What you will do: The answer must be every line of the records in which the string "located" appears.

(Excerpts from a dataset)

◆ ◆ ◆ ◆ ◆ ◆ ◆

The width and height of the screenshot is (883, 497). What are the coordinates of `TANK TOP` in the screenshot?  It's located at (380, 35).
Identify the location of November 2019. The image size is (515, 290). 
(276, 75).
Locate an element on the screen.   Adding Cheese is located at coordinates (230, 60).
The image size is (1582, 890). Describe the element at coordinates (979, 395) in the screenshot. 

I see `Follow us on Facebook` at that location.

◆ ◆ ◆ ◆ ◆ ◆ ◆

Task solution:
The width and height of the screenshot is (883, 497). What are the coordinates of `TANK TOP` in the screenshot?  It's located at (380, 35).
Locate an element on the screen.   Adding Cheese is located at coordinates (230, 60).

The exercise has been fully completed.